● To do
Under this task are some entries; return every one of them exactly.

(Extracted data entries)

┄┄┄┄┄┄

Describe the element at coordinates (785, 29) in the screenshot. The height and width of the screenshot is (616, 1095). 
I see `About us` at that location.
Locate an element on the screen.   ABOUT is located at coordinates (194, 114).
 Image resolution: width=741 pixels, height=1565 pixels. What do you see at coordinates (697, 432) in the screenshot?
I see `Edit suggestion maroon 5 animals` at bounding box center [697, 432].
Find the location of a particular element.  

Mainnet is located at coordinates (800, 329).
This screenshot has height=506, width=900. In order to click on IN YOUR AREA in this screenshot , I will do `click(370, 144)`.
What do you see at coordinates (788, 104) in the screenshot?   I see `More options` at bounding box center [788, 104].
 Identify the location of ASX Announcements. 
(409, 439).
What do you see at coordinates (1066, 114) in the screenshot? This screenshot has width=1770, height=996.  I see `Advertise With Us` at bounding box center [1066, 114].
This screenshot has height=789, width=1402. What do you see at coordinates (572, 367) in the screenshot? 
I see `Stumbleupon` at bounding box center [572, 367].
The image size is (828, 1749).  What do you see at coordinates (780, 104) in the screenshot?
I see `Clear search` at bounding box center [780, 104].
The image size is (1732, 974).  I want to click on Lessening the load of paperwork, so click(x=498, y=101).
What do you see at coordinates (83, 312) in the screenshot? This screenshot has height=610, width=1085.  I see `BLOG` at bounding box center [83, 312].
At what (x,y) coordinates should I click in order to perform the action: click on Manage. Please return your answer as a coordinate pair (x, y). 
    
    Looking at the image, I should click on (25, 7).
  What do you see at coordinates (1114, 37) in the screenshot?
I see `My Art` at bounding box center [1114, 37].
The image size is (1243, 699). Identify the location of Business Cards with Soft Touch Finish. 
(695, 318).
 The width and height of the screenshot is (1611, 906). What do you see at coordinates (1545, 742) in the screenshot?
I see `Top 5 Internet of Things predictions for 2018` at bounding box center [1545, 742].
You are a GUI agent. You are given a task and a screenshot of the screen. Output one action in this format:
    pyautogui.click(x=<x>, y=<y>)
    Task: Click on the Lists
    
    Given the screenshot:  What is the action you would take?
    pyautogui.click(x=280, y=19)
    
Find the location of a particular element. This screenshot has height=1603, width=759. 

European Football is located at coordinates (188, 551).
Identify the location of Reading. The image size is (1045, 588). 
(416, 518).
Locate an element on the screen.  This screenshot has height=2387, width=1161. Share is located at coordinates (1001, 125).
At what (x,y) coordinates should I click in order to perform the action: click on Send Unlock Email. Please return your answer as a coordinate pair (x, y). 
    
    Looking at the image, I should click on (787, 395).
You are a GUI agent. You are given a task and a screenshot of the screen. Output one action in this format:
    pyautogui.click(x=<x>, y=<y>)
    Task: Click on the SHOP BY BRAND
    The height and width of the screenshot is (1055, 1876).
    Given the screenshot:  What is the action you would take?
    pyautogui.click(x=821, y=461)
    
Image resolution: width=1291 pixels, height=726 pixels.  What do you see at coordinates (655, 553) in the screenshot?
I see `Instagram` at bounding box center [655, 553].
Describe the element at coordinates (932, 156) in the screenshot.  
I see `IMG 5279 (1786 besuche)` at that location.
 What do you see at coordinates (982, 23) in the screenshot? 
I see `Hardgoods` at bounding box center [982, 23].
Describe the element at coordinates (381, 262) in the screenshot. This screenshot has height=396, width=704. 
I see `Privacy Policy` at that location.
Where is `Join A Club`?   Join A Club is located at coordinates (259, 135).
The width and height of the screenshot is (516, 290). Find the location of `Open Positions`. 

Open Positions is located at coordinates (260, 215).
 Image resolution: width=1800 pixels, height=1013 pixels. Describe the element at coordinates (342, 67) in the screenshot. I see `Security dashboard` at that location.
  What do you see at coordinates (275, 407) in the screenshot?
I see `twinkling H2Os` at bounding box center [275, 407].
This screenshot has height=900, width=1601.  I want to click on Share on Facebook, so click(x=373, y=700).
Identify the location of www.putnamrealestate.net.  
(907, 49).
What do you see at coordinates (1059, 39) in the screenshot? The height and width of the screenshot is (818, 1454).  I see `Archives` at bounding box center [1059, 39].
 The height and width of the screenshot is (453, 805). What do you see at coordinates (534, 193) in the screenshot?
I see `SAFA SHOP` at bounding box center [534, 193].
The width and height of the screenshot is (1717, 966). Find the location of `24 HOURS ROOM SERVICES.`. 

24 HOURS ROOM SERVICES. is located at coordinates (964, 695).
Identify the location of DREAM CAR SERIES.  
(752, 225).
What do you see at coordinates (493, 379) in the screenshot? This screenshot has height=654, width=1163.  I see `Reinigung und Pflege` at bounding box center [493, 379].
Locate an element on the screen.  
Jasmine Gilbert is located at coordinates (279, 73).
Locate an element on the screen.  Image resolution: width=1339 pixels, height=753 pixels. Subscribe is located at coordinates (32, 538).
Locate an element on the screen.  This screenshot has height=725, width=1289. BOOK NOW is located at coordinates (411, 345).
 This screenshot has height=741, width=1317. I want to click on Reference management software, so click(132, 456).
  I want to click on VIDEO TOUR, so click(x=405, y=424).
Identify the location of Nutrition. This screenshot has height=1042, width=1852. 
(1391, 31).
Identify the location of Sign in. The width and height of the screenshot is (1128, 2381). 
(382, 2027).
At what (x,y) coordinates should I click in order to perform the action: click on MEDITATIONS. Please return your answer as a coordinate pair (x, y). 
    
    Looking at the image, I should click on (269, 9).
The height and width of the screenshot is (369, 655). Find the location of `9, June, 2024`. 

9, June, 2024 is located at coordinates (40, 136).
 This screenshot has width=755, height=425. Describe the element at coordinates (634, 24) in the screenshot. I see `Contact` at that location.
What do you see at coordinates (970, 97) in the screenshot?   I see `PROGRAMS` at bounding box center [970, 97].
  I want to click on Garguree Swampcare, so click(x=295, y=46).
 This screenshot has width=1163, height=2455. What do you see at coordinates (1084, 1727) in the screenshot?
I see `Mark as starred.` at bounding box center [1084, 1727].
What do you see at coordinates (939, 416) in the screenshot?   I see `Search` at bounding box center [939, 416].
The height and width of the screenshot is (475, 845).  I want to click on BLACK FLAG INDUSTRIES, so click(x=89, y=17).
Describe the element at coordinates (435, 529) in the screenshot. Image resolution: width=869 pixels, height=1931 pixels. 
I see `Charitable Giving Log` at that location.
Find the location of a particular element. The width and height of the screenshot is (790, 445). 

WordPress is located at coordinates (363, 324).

┄┄┄┄┄┄

● Answer box
Describe the element at coordinates (785, 29) in the screenshot. The height and width of the screenshot is (616, 1095). 
I see `About us` at that location.
Locate an element on the screen.   ABOUT is located at coordinates (194, 114).
 Image resolution: width=741 pixels, height=1565 pixels. What do you see at coordinates (697, 432) in the screenshot?
I see `Edit suggestion maroon 5 animals` at bounding box center [697, 432].
Find the location of a particular element.  

Mainnet is located at coordinates (800, 329).
This screenshot has height=506, width=900. In order to click on IN YOUR AREA in this screenshot , I will do `click(370, 144)`.
What do you see at coordinates (788, 104) in the screenshot?   I see `More options` at bounding box center [788, 104].
 Identify the location of ASX Announcements. 
(409, 439).
What do you see at coordinates (1066, 114) in the screenshot? This screenshot has width=1770, height=996.  I see `Advertise With Us` at bounding box center [1066, 114].
This screenshot has height=789, width=1402. What do you see at coordinates (572, 367) in the screenshot? 
I see `Stumbleupon` at bounding box center [572, 367].
The image size is (828, 1749).  What do you see at coordinates (780, 104) in the screenshot?
I see `Clear search` at bounding box center [780, 104].
The image size is (1732, 974).  I want to click on Lessening the load of paperwork, so click(x=498, y=101).
What do you see at coordinates (83, 312) in the screenshot? This screenshot has height=610, width=1085.  I see `BLOG` at bounding box center [83, 312].
At what (x,y) coordinates should I click in order to perform the action: click on Manage. Please return your answer as a coordinate pair (x, y). 
    
    Looking at the image, I should click on (25, 7).
  What do you see at coordinates (1114, 37) in the screenshot?
I see `My Art` at bounding box center [1114, 37].
The image size is (1243, 699). Identify the location of Business Cards with Soft Touch Finish. 
(695, 318).
 The width and height of the screenshot is (1611, 906). What do you see at coordinates (1545, 742) in the screenshot?
I see `Top 5 Internet of Things predictions for 2018` at bounding box center [1545, 742].
You are a GUI agent. You are given a task and a screenshot of the screen. Output one action in this format:
    pyautogui.click(x=<x>, y=<y>)
    Task: Click on the Lists
    
    Given the screenshot:  What is the action you would take?
    pyautogui.click(x=280, y=19)
    
Find the location of a particular element. This screenshot has height=1603, width=759. 

European Football is located at coordinates (188, 551).
Identify the location of Reading. The image size is (1045, 588). 
(416, 518).
Locate an element on the screen.  This screenshot has height=2387, width=1161. Share is located at coordinates (1001, 125).
At what (x,y) coordinates should I click in order to perform the action: click on Send Unlock Email. Please return your answer as a coordinate pair (x, y). 
    
    Looking at the image, I should click on (787, 395).
You are a GUI agent. You are given a task and a screenshot of the screen. Output one action in this format:
    pyautogui.click(x=<x>, y=<y>)
    Task: Click on the SHOP BY BRAND
    The height and width of the screenshot is (1055, 1876).
    Given the screenshot:  What is the action you would take?
    pyautogui.click(x=821, y=461)
    
Image resolution: width=1291 pixels, height=726 pixels.  What do you see at coordinates (655, 553) in the screenshot?
I see `Instagram` at bounding box center [655, 553].
Describe the element at coordinates (932, 156) in the screenshot.  
I see `IMG 5279 (1786 besuche)` at that location.
 What do you see at coordinates (982, 23) in the screenshot? 
I see `Hardgoods` at bounding box center [982, 23].
Describe the element at coordinates (381, 262) in the screenshot. This screenshot has height=396, width=704. 
I see `Privacy Policy` at that location.
Where is `Join A Club`?   Join A Club is located at coordinates (259, 135).
The width and height of the screenshot is (516, 290). Find the location of `Open Positions`. 

Open Positions is located at coordinates (260, 215).
 Image resolution: width=1800 pixels, height=1013 pixels. Describe the element at coordinates (342, 67) in the screenshot. I see `Security dashboard` at that location.
  What do you see at coordinates (275, 407) in the screenshot?
I see `twinkling H2Os` at bounding box center [275, 407].
This screenshot has height=900, width=1601.  I want to click on Share on Facebook, so click(x=373, y=700).
Identify the location of www.putnamrealestate.net.  
(907, 49).
What do you see at coordinates (1059, 39) in the screenshot? The height and width of the screenshot is (818, 1454).  I see `Archives` at bounding box center [1059, 39].
 The height and width of the screenshot is (453, 805). What do you see at coordinates (534, 193) in the screenshot?
I see `SAFA SHOP` at bounding box center [534, 193].
The width and height of the screenshot is (1717, 966). Find the location of `24 HOURS ROOM SERVICES.`. 

24 HOURS ROOM SERVICES. is located at coordinates (964, 695).
Identify the location of DREAM CAR SERIES.  
(752, 225).
What do you see at coordinates (493, 379) in the screenshot? This screenshot has height=654, width=1163.  I see `Reinigung und Pflege` at bounding box center [493, 379].
Locate an element on the screen.  
Jasmine Gilbert is located at coordinates (279, 73).
Locate an element on the screen.  Image resolution: width=1339 pixels, height=753 pixels. Subscribe is located at coordinates (32, 538).
Locate an element on the screen.  This screenshot has height=725, width=1289. BOOK NOW is located at coordinates (411, 345).
 This screenshot has height=741, width=1317. I want to click on Reference management software, so click(132, 456).
  I want to click on VIDEO TOUR, so click(x=405, y=424).
Identify the location of Nutrition. This screenshot has height=1042, width=1852. 
(1391, 31).
Identify the location of Sign in. The width and height of the screenshot is (1128, 2381). 
(382, 2027).
At what (x,y) coordinates should I click in order to perform the action: click on MEDITATIONS. Please return your answer as a coordinate pair (x, y). 
    
    Looking at the image, I should click on (269, 9).
The height and width of the screenshot is (369, 655). Find the location of `9, June, 2024`. 

9, June, 2024 is located at coordinates (40, 136).
 This screenshot has width=755, height=425. Describe the element at coordinates (634, 24) in the screenshot. I see `Contact` at that location.
What do you see at coordinates (970, 97) in the screenshot?   I see `PROGRAMS` at bounding box center [970, 97].
  I want to click on Garguree Swampcare, so click(x=295, y=46).
 This screenshot has width=1163, height=2455. What do you see at coordinates (1084, 1727) in the screenshot?
I see `Mark as starred.` at bounding box center [1084, 1727].
What do you see at coordinates (939, 416) in the screenshot?   I see `Search` at bounding box center [939, 416].
The height and width of the screenshot is (475, 845).  I want to click on BLACK FLAG INDUSTRIES, so click(x=89, y=17).
Describe the element at coordinates (435, 529) in the screenshot. Image resolution: width=869 pixels, height=1931 pixels. 
I see `Charitable Giving Log` at that location.
Find the location of a particular element. The width and height of the screenshot is (790, 445). 

WordPress is located at coordinates (363, 324).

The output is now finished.